In general, however, I had a little more
self-confidence by the time I was in 6th year, but much of the time I was still
hiding behind the arrogant, verbose persona. That year I took part in the
school opera, HMS Pinafore, helped
edit the 1970 issue of the school magazine The
Octagon, was one of a team of pupil librarians, was President of the Debating Society, and spent some free periods
sitting in on a Higher Music Class, getting to know rather well Wagner’s Mastersingers overture, and Bartok’s Music for strings, percussion and celesta.

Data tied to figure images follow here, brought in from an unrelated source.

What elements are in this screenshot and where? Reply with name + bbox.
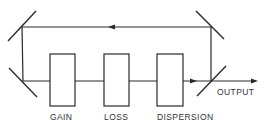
gain-label: GAIN bbox=[50, 112, 72, 122]
arrow-right-icon bbox=[190, 79, 197, 84]
gain-box bbox=[50, 54, 75, 106]
left-beam-path bbox=[22, 27, 23, 81]
loss-box bbox=[104, 54, 129, 106]
dispersion-label: DISPERSION bbox=[157, 112, 213, 122]
mirror-top-right bbox=[196, 11, 224, 39]
ring-cavity-diagram: GAIN LOSS DISPERSION OUTPUT bbox=[0, 0, 268, 128]
arrow-left-icon bbox=[108, 25, 115, 30]
loss-label: LOSS bbox=[104, 112, 128, 122]
dispersion-box bbox=[157, 54, 183, 106]
output-label: OUTPUT bbox=[217, 87, 254, 97]
output-arrow-icon bbox=[251, 79, 258, 84]
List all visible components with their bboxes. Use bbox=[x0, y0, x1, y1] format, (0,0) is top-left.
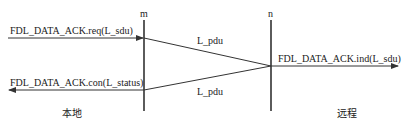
pdu-return-label: L_pdu bbox=[197, 87, 223, 97]
side-label-local: 本地 bbox=[62, 109, 82, 119]
sequence-diagram: m n FDL_DATA_ACK.req(L_sdu) L_pdu FDL_DA… bbox=[0, 0, 406, 136]
side-label-remote: 远程 bbox=[337, 109, 357, 119]
ind-label: FDL_DATA_ACK.ind(L_sdu) bbox=[278, 54, 401, 64]
node-label-m: m bbox=[140, 9, 148, 19]
req-label: FDL_DATA_ACK.req(L_sdu) bbox=[10, 26, 133, 36]
con-label: FDL_DATA_ACK.con(L_status) bbox=[10, 78, 143, 88]
pdu-forward-label: L_pdu bbox=[197, 36, 223, 46]
node-label-n: n bbox=[268, 9, 273, 19]
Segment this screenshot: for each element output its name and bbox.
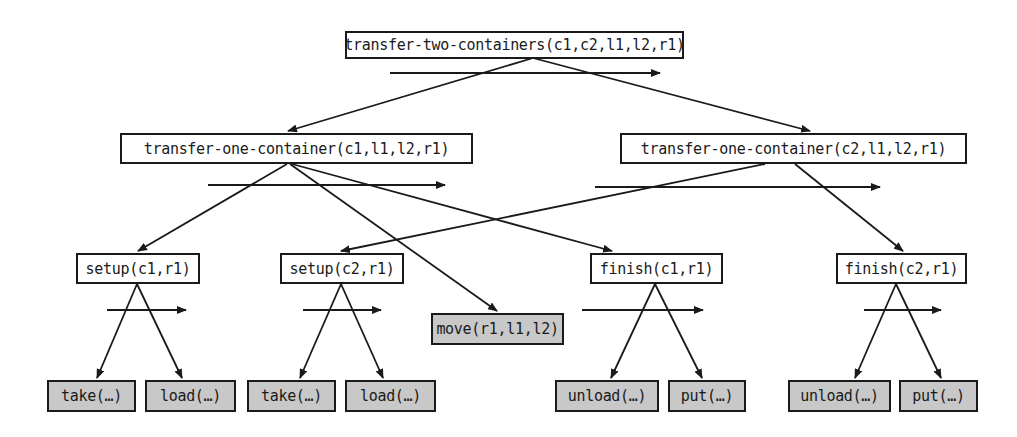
node-setup-c2: setup(c2,r1) <box>280 253 404 284</box>
edge-toc2-to-finish2 <box>795 164 903 251</box>
edge-setup1-to-load <box>137 284 182 378</box>
htn-decomposition-diagram: transfer-two-containers(c1,c2,l1,l2,r1) … <box>0 0 1017 437</box>
edge-finish1-to-put <box>655 284 702 378</box>
leaf-take-1: take(…) <box>47 380 136 412</box>
leaf-load-1: load(…) <box>145 380 236 412</box>
edge-toc1-to-setup1 <box>138 164 287 251</box>
edge-setup2-to-take <box>300 284 341 378</box>
leaf-load-2: load(…) <box>345 380 436 412</box>
edge-setup2-to-load <box>341 284 383 378</box>
node-finish-c1: finish(c1,r1) <box>590 253 723 284</box>
leaf-unload-1: unload(…) <box>555 380 659 412</box>
node-setup-c1: setup(c1,r1) <box>76 253 200 284</box>
edge-root-to-toc2 <box>533 58 810 131</box>
edge-toc1-to-move <box>290 164 497 311</box>
node-transfer-one-container-c2: transfer-one-container(c2,l1,l2,r1) <box>620 133 967 164</box>
edge-root-to-toc1 <box>288 58 533 131</box>
leaf-put-2: put(…) <box>899 380 978 412</box>
leaf-unload-2: unload(…) <box>788 380 891 412</box>
edges-layer <box>0 0 1017 437</box>
node-move: move(r1,l1,l2) <box>431 313 564 345</box>
leaf-put-1: put(…) <box>668 380 746 412</box>
edge-finish1-to-unload <box>611 284 655 378</box>
node-finish-c2: finish(c2,r1) <box>836 253 967 284</box>
edge-finish2-to-unload <box>855 284 896 378</box>
node-transfer-two-containers: transfer-two-containers(c1,c2,l1,l2,r1) <box>345 31 684 59</box>
leaf-take-2: take(…) <box>247 380 336 412</box>
node-transfer-one-container-c1: transfer-one-container(c1,l1,l2,r1) <box>120 133 473 164</box>
edge-toc1-to-finish1 <box>292 164 612 251</box>
edge-setup1-to-take <box>97 284 137 378</box>
edge-toc2-to-setup2 <box>341 164 765 251</box>
edge-finish2-to-put <box>896 284 941 378</box>
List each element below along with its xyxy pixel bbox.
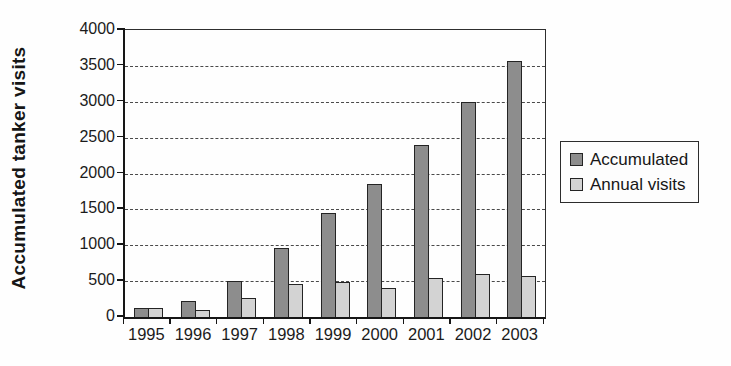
x-tick-label-1997: 1997: [221, 325, 258, 343]
bar-accumulated-2001: [414, 145, 429, 317]
bar-group-1996: [172, 30, 219, 317]
y-tick-label-3500: 3500: [63, 56, 115, 74]
bar-accumulated-2000: [367, 184, 382, 317]
bar-group-1998: [265, 30, 312, 317]
bar-annual-visits-2001: [428, 278, 443, 317]
bar-accumulated-1996: [181, 301, 196, 318]
accumulated-swatch-icon: [570, 153, 583, 166]
bar-annual-visits-2002: [475, 274, 490, 317]
legend-item-annual-visits: Annual visits: [570, 176, 689, 194]
legend: Accumulated Annual visits: [560, 141, 699, 203]
bar-annual-visits-1997: [241, 298, 256, 317]
y-axis-title: Accumulated tanker visits: [8, 47, 30, 290]
bar-series: [125, 30, 545, 317]
bar-annual-visits-1996: [195, 310, 210, 317]
plot-area: [123, 29, 546, 319]
y-tick-label-500: 500: [63, 271, 115, 289]
legend-item-accumulated: Accumulated: [570, 151, 689, 169]
bar-annual-visits-1999: [335, 282, 350, 317]
x-tick-label-1995: 1995: [128, 325, 165, 343]
chart-figure: Accumulated tanker visits 05001000150020…: [0, 0, 731, 366]
bar-annual-visits-1995: [148, 308, 163, 317]
legend-label-annual-visits: Annual visits: [590, 176, 685, 194]
bar-accumulated-1995: [134, 308, 149, 317]
x-tick-label-1999: 1999: [315, 325, 352, 343]
bar-accumulated-2002: [461, 102, 476, 317]
bar-accumulated-2003: [507, 61, 522, 317]
legend-label-accumulated: Accumulated: [590, 151, 688, 169]
y-tick-label-0: 0: [63, 307, 115, 325]
bar-accumulated-1998: [274, 248, 289, 317]
bar-group-1997: [218, 30, 265, 317]
bar-group-2002: [452, 30, 499, 317]
annual-visits-swatch-icon: [570, 178, 583, 191]
y-tick-label-3000: 3000: [63, 92, 115, 110]
x-tick-label-1996: 1996: [175, 325, 212, 343]
bar-group-1995: [125, 30, 172, 317]
bar-annual-visits-2000: [381, 288, 396, 317]
bar-group-2000: [358, 30, 405, 317]
bar-annual-visits-2003: [521, 276, 536, 317]
x-tick-label-1998: 1998: [268, 325, 305, 343]
x-tick-label-2003: 2003: [501, 325, 538, 343]
y-tick-label-1500: 1500: [63, 199, 115, 217]
bar-accumulated-1999: [321, 213, 336, 317]
bar-group-2001: [405, 30, 452, 317]
x-tick-label-2001: 2001: [408, 325, 445, 343]
y-tick-label-2500: 2500: [63, 128, 115, 146]
bar-annual-visits-1998: [288, 284, 303, 317]
y-tick-label-2000: 2000: [63, 164, 115, 182]
bar-group-2003: [498, 30, 545, 317]
bar-group-1999: [312, 30, 359, 317]
x-tick-label-2002: 2002: [455, 325, 492, 343]
y-tick-label-1000: 1000: [63, 235, 115, 253]
x-tick-label-2000: 2000: [361, 325, 398, 343]
y-tick-label-4000: 4000: [63, 20, 115, 38]
bar-accumulated-1997: [227, 281, 242, 317]
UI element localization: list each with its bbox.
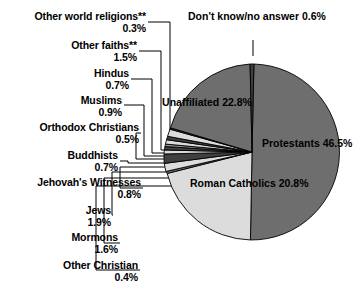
- slice-label-protestants: Protestants 46.5%: [262, 137, 346, 149]
- callout-dont-know-no-answer: Don't know/no answer 0.6%: [188, 10, 320, 22]
- callout-mormons-value: 1.6%: [0, 243, 118, 255]
- pie-slice-protestants: [250, 64, 339, 240]
- slice-label-unaffiliated: Unaffiliated 22.8%: [152, 96, 262, 108]
- callout-other-christian-value: 0.4%: [0, 271, 138, 283]
- callout-orthodox-christians-name: Orthodox Christians: [0, 121, 139, 133]
- callout-other-world-religions-value: 0.3%: [0, 22, 146, 34]
- callout-other-christian-name: Other Christian: [0, 259, 138, 271]
- callout-other-world-religions: Other world religions** 0.3%: [0, 10, 146, 34]
- callout-other-christian: Other Christian 0.4%: [0, 259, 138, 283]
- callout-orthodox-christians-value: 0.5%: [0, 133, 139, 145]
- callout-jews-name: Jews: [0, 204, 111, 216]
- callout-other-world-religions-name: Other world religions**: [0, 10, 146, 22]
- callout-muslims-name: Muslims: [0, 94, 122, 106]
- callout-muslims: Muslims 0.9%: [0, 94, 122, 118]
- slice-label-roman-catholics-name2: Catholics: [229, 177, 276, 189]
- callout-dont-know-no-answer-value: 0.6%: [302, 10, 326, 22]
- pie-chart-figure: Don't know/no answer 0.6% Unaffiliated 2…: [0, 0, 355, 299]
- callout-jehovahs-witnesses: Jehovah's Witnesses 0.8%: [0, 176, 141, 200]
- slice-label-unaffiliated-value: 22.8%: [222, 96, 252, 108]
- callout-orthodox-christians: Orthodox Christians 0.5%: [0, 121, 139, 145]
- callout-hindus-name: Hindus: [0, 67, 129, 79]
- slice-label-roman-catholics-name: Roman: [190, 177, 226, 189]
- slice-label-protestants-value: 46.5%: [323, 137, 353, 149]
- callout-mormons: Mormons 1.6%: [0, 231, 118, 255]
- slice-label-protestants-name: Protestants: [262, 137, 320, 149]
- callout-dont-know-no-answer-name: Don't know/no answer: [188, 10, 299, 22]
- callout-muslims-value: 0.9%: [0, 106, 122, 118]
- callout-other-faiths-name: Other faiths**: [0, 39, 137, 51]
- callout-hindus: Hindus 0.7%: [0, 67, 129, 91]
- callout-buddhists-value: 0.7%: [0, 161, 118, 173]
- callout-buddhists: Buddhists 0.7%: [0, 149, 118, 173]
- callout-other-faiths-value: 1.5%: [0, 51, 137, 63]
- callout-hindus-value: 0.7%: [0, 79, 129, 91]
- callout-jehovahs-witnesses-value: 0.8%: [0, 188, 141, 200]
- callout-jehovahs-witnesses-name: Jehovah's Witnesses: [0, 176, 141, 188]
- callout-jews-value: 1.9%: [0, 216, 111, 228]
- callout-other-faiths: Other faiths** 1.5%: [0, 39, 137, 63]
- slice-label-roman-catholics: Roman Catholics 20.8%: [190, 177, 268, 189]
- pie-slices: [164, 64, 339, 240]
- callout-jews: Jews 1.9%: [0, 204, 111, 228]
- callout-mormons-name: Mormons: [0, 231, 118, 243]
- slice-label-unaffiliated-name: Unaffiliated: [162, 96, 219, 108]
- callout-buddhists-name: Buddhists: [0, 149, 118, 161]
- slice-label-roman-catholics-value: 20.8%: [279, 177, 309, 189]
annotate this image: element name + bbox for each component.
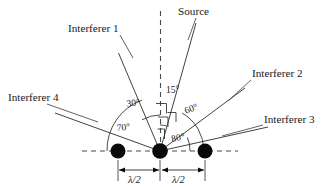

Some of my Higher History studies in 6th year were spent in the class of Mr ‘Dougie’ Hope with whom we explored European
History from an ever-so-boring, unillustrated door-stopper of a book with small
type in a font with curious, diamond-shaped full stops. Dougie’s classroom was
in one of the new hutted accommodation erected during my time at the school on
one of the blaize pitches. I remember going out to see him one wintry
lunchtime. It had been snowing, and the ground was covered. A group of younger
pupils were throwing snowballs, and when they saw me, whether in fun or from
malice I don’t know, I became the target. I hurried up the steps to Dougie’s
hut – I could see him through the window, warm and dry inside in his short
sleeves. I tried the door, but he had
locked it. Snowballs were thudding
against me, the door, the window. I knocked, sure that Dougie would let me in,
as a responsible 6th pupil. I knocked again. And again. I had in the end to
walk away, through a deluge of snow, feeling humiliated and unvalued.
My 6th year concluded at the end of June 1970. There
wasn’t much drama on the last day of term, other than the suspending of a bra
from the very apex of the octagonal school hall’s roof. Only a little wistful,
I walked away, never to return.
22 years later, Wishaw High School closed
permanently, and the building was demolished in 1998.
See School teachers - Wishaw High School
See School teachers - Wishaw High School
4 comments:
Thanks for starting your WHS-linked blog.
Hello John. I was in the year below you with my twin brother John and remember you well as one of the notable characters at school. Your post stirred memories of my own time at school. I remember well the evening of First World War commemorations (in 1969?) and the passionate delivery you gave of the poem by Wilfred Owen. Many thanks for sharing.
I have posted a link to the WHS Facebook page as I’m sure other former pupils will want to read it.
Alan Mack
I remember you well John. In fact you are in a photo frame on my coffee table along with all the rest of us from that strange place that was 1A2, in 1964. We were poles apart in attitude and upbringing but I remember you and everyone else with much fondness. Wishing you all the best.
Hi John, I was in that class too, I always felt a bit of a loner there, and I felt bad when some people made fun of you, the cruelty of youth eh. I always knew you were very intelligent, I'm glad you've made a good and happy life for yourself, best wishes to you,
Marion Jess ( nee Radcliffe) speccy permed hair, 4th from left in second front row in the photograph.